Gary A. Vasquez-USA TODAY Sports
After a night of bad decisions in Houston, Texas, the UFC commentator made it clear that the status quo just isn’t working well enough.
I hate to get political on you, but it’s hard not to draw parallels between the Iowa Caucuses and UFC 247.
Instead of talking about an exciting and close race between Bernie Sanders and Pete Buttigieg in Iowa, everyone is freaking out about the inept and borderline corrupt Iowa Democratic Party. And instead of talking about an exciting and close fight between UFC light heavyweight champion Jon Jones and Dominick Reyes at UFC 247, everyone is talking about how Texas commission judges are inept and borderline corrupt.
It’s too bad, but that’s it. That’s the only story coming out of these events now. All the news today is laser focused on the shortcomings of MMA judging, and nobody officially connected to the UFC has been more vocal about the issue than commentator Joe Rogan.
Rogan made it clear after the Andre Ewell vs. Jonathan Martinez and Lauren Murphy vs. Andrea Lee fights that he thought something was rotten in Texas, even going so far as to call out a judge during the Murphy-Lee fight for allegedly ignoring the bout going on in front of them.
Here is Joe Rogan calling out a Judge who did not watch the fight for 30 seconds straight. It happened in the prelims and I bet it happened again in the main event. You have to be one selfish fuck to do this, fighters put everything on the line. #UFC247 #Reyes #JonJones @joerogan pic.twitter.com/N64X9yuFaC
— Exon (@wazowski_john) February 9, 2020
All that incompetence throughout the night led to a situation where no one was happy when the close main event between Jones vs. Reyes ended in Jones’ favor, with one judge awarding it to the champ 49-46 and another giving Jones the second round of the fight that clearly went Reyes’ way.
Rogan had seen enough. In the dying minutes of the pay-per-view, he went off on the system as it currently is.
“I can’t argue about this enough. I can’t get angry enough,” Rogan said. “I’ve done it so many times. For anyone to think that was 4-1 Jon Jones, that person’s insane! They’re insane. Dominick Reyes put on a hell of a fight tonight and to disrespect that performance by that kind of judging is insane.”
“It’s unfortunate because it’s one of the biggest sports in the world, it’s – in my opinion – the most exciting sports in the world,” Rogan continued. “Incompetent judging. Incompetent judging and a poor system. If we got together the best minds in mixed martial arts and the best journalists and fighters and they tried to figure out a way that we could agree on a scoring system that makes more sense, it would be nice.”
”And clearly there’s a giant issue with people judging that really don’t understand martial arts,” he added. “They judge boxing. Boxing you’re dealing with two weapons. A variety of different ways to use them, but two weapons. With mixed martial arts there’s just so much more to it.”
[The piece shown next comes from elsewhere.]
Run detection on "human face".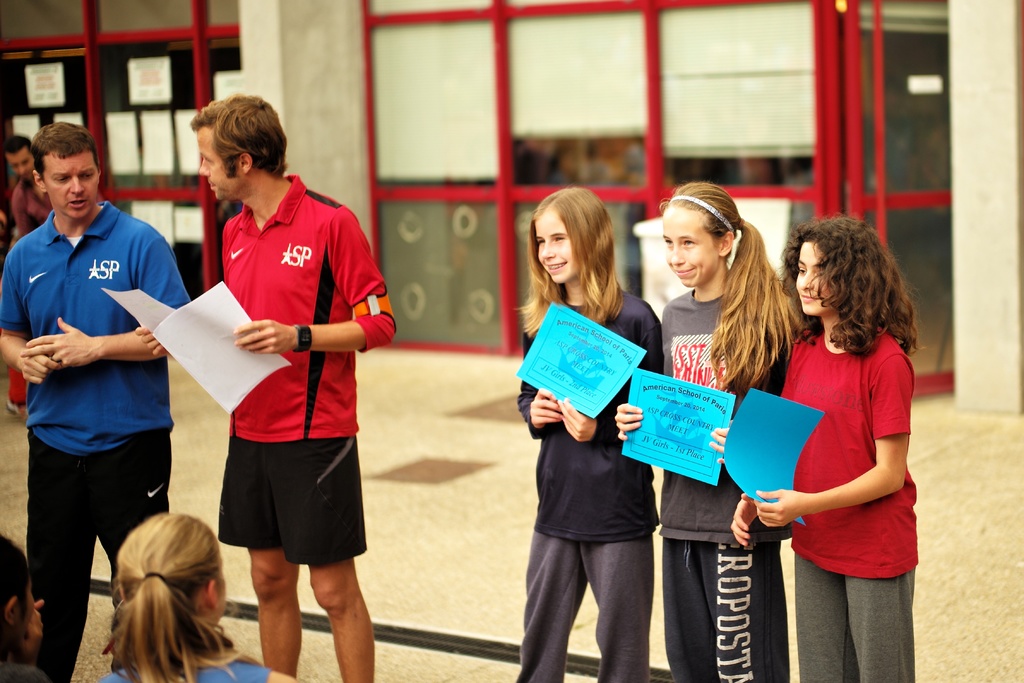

His booth partner Dominick Cruz added his two cents.
After #UFC247, @joerogan and @DominickCruz call for reform to fight scoring and judging pic.twitter.com/Mc1fI0eD7j
— ESPN MMA (@espnmma) February 9, 2020
”We need to work together with these commissions,” he said. “They gotta let us in. They won’t let us in. They want to control everything and that’s the issue. Why can’t we just work together towards one common goal of creating an amazing sport. That’s what we need to do. And stop being separate commissions here, we’re here. No. We’re all one.”
Of course, overhauling MMA scoring would be a huge boondoggle of a project because as Cruz pointed out, every state has its own athletic commission with their own judges and refs and sometimes their own rules. Texas doesn’t use the current unified rules of MMA, so even if a new system was devised they’d probably opt out.
And just because you’re knowledgeable about MMA doesn’t mean your ideas are going to be good. Joe Rogan spent the better part of 2019 arguing that MMA should take place on an open football field because cage walls are unnatural. So even the most experienced voices in the sport have some nutty ideas about how things should work.
Still, we certainly seem to be at a place where we can’t expect the judges to make the right call any time a fight gets remotely close. Jones vs. Reyes wasn’t rocket science. Reyes took the first three rounds, Jones the last two. I’ll accept wiggle room on round three, but a simple solution would be to load any judge who screwed the others up into a cannon and fire them into the sun. Rinse, repeat, and in a year or two the remaining judges should be pretty sharp.